You’d lose access! To all these high government officials! Imagine trying to report on the workings of government if you couldn’t talk directly to the murderers and torturers so you can brag to your friends and families about the “access” you enjoy. Also, who’s going to invite you to the cocktail parties if you go around calling murderers and torturers a bunch of murderers and torturers? They throw the bestest ones; everyone knows that.
What I probably like the most about this is when I say I’m ashamed of the United States because of crimes against humanity like this, there are the stone-brains who immediately demand to know why I’m pissing on their purple mountain majesties and fruited plains.
Then there’s the everyday ordinary torture in our criminal “justice” system. WRT the FBI lab, Charlie Pierce tells it like it is in Evidently Incompetent Or Worse
From the WAPO report:
From Charlie:
A forthcoming report on the defunct CIA enhanced interrogation program “tells a story of which no American is proud,”
Well, except the Cheney family.
And preventing this honesty is why the CIA was spying on the US Senate Committee on Intelligence, which is supposed to have oversight over the CIA and prevent it from running amok.
The due diligence of Senators in this situation is so lacking that people are questioning why vote when the CIA runs the country.
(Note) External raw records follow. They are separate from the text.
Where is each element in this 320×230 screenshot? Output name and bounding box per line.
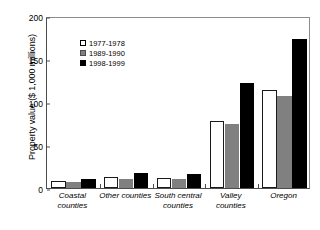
bar (240, 83, 255, 188)
y-tick-label: 100 (7, 99, 47, 109)
legend-swatch-icon (80, 40, 86, 46)
bar (81, 179, 96, 188)
legend-label: 1977-1978 (89, 39, 125, 48)
bar-group (262, 18, 307, 188)
legend-label: 1998-1999 (89, 59, 125, 68)
bar (104, 177, 119, 188)
x-category-label-line: Other counties (99, 191, 152, 201)
legend-label: 1989-1990 (89, 49, 125, 58)
x-category-label-line: Oregon (257, 191, 310, 201)
x-tick-mark (100, 184, 101, 188)
x-category-label: South centralcounties (152, 191, 205, 210)
x-category-label-line: South central (152, 191, 205, 201)
bar (51, 181, 66, 188)
x-tick-mark (153, 184, 154, 188)
legend-item: 1977-1978 (80, 39, 125, 48)
y-tick-label: 50 (7, 142, 47, 152)
bar (187, 174, 202, 188)
bar-chart-figure: Property value ($ 1,000 millions) 050100… (0, 0, 320, 230)
bar (172, 179, 187, 188)
y-tick-label: 150 (7, 56, 47, 66)
x-category-label-line: counties (152, 201, 205, 211)
x-category-label: Coastal counties (46, 191, 99, 210)
x-category-label: Oregon (257, 191, 310, 201)
bar-group (210, 18, 255, 188)
bar (157, 178, 172, 188)
y-tick-label: 200 (7, 13, 47, 23)
x-tick-mark (205, 184, 206, 188)
bar (134, 173, 149, 188)
x-category-label: Other counties (99, 191, 152, 201)
legend-item: 1998-1999 (80, 59, 125, 68)
y-tick-label: 0 (7, 185, 47, 195)
x-category-label: Valley counties (204, 191, 257, 210)
legend-swatch-icon (80, 50, 86, 56)
x-category-label-line: Coastal counties (46, 191, 99, 210)
bar-group (157, 18, 202, 188)
legend-swatch-icon (80, 60, 86, 66)
bar (210, 121, 225, 188)
y-axis-title: Property value ($ 1,000 millions) (27, 2, 37, 192)
bar (119, 179, 134, 188)
x-category-label-line: Valley counties (204, 191, 257, 210)
bar (66, 182, 81, 188)
bar (292, 39, 307, 188)
x-tick-mark (258, 184, 259, 188)
bar (277, 96, 292, 188)
bar (225, 124, 240, 188)
chart-legend: 1977-19781989-19901998-1999 (80, 39, 125, 69)
legend-item: 1989-1990 (80, 49, 125, 58)
bar (262, 90, 277, 188)
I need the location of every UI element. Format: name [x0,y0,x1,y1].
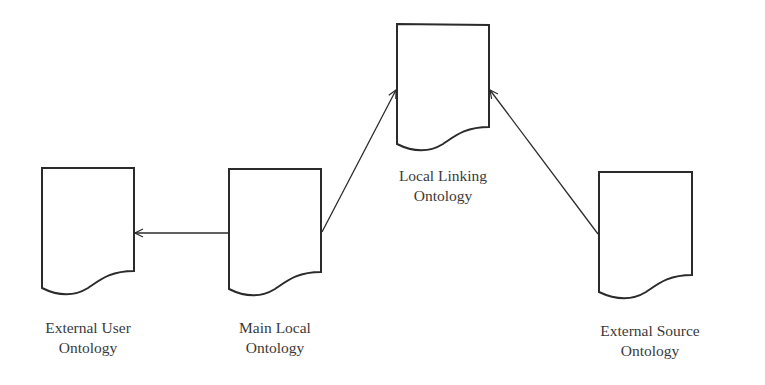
label-local-linking-line2: Ontology [363,186,523,206]
document-icon-main-local [229,169,321,295]
document-icon-local-linking [397,24,489,150]
label-main-local-line2: Ontology [195,338,355,358]
label-external-source-line2: Ontology [565,341,735,361]
label-main-local-line1: Main Local [195,318,355,338]
label-external-user-line1: External User [8,318,168,338]
label-external-user: External User Ontology [8,318,168,358]
label-external-source: External Source Ontology [565,321,735,361]
label-external-source-line1: External Source [565,321,735,341]
document-icon-external-user [42,168,134,294]
label-main-local: Main Local Ontology [195,318,355,358]
label-local-linking-line1: Local Linking [363,166,523,186]
document-icon-external-source [599,172,692,298]
label-local-linking: Local Linking Ontology [363,166,523,206]
arrow-main-local-to-local-linking [322,90,396,232]
arrow-external-source-to-local-linking [490,90,598,234]
label-external-user-line2: Ontology [8,338,168,358]
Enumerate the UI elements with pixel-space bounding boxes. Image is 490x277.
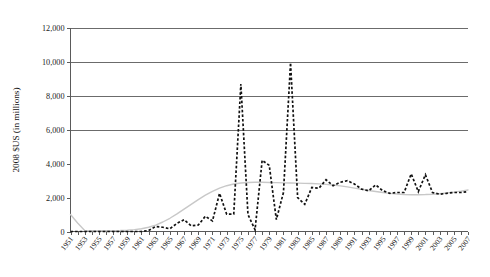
y-tick-label: 2,000	[46, 194, 64, 203]
y-tick-label: 6,000	[46, 126, 64, 135]
y-axis-title: 2008 $US (in millions)	[11, 88, 21, 173]
chart-canvas: 2008 $US (in millions) 19511953195519571…	[0, 0, 490, 277]
y-tick-label: 4,000	[46, 160, 64, 169]
y-tick-label: 0	[60, 228, 64, 237]
y-tick-label: 8,000	[46, 92, 64, 101]
chart-figure: 2008 $US (in millions) 19511953195519571…	[0, 0, 490, 277]
y-tick-label: 10,000	[42, 58, 65, 67]
y-tick-label: 12,000	[42, 24, 65, 33]
chart-background	[0, 0, 490, 277]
This is a very dangerous political situation. Expediency will make it much worse.
The sad fact is that the Snowden/Greenwald stories on the NSA have had two and only two long term impacts on American politics:
-) Whistle blowers are now afraid to come forward with information about government wrong doing, for after all the tales of alleged surveillance capabilities they are paranoid about being tracked and arrested.
-) When an ugly story breaks about the CIA and torture, ordinary people who are tired of the relentless bickering dismiss everything as “just those NSA paranoics going at it again.”
It’s a sad commentary on the body politic.
Really? That’s where your head went? Jesus, man.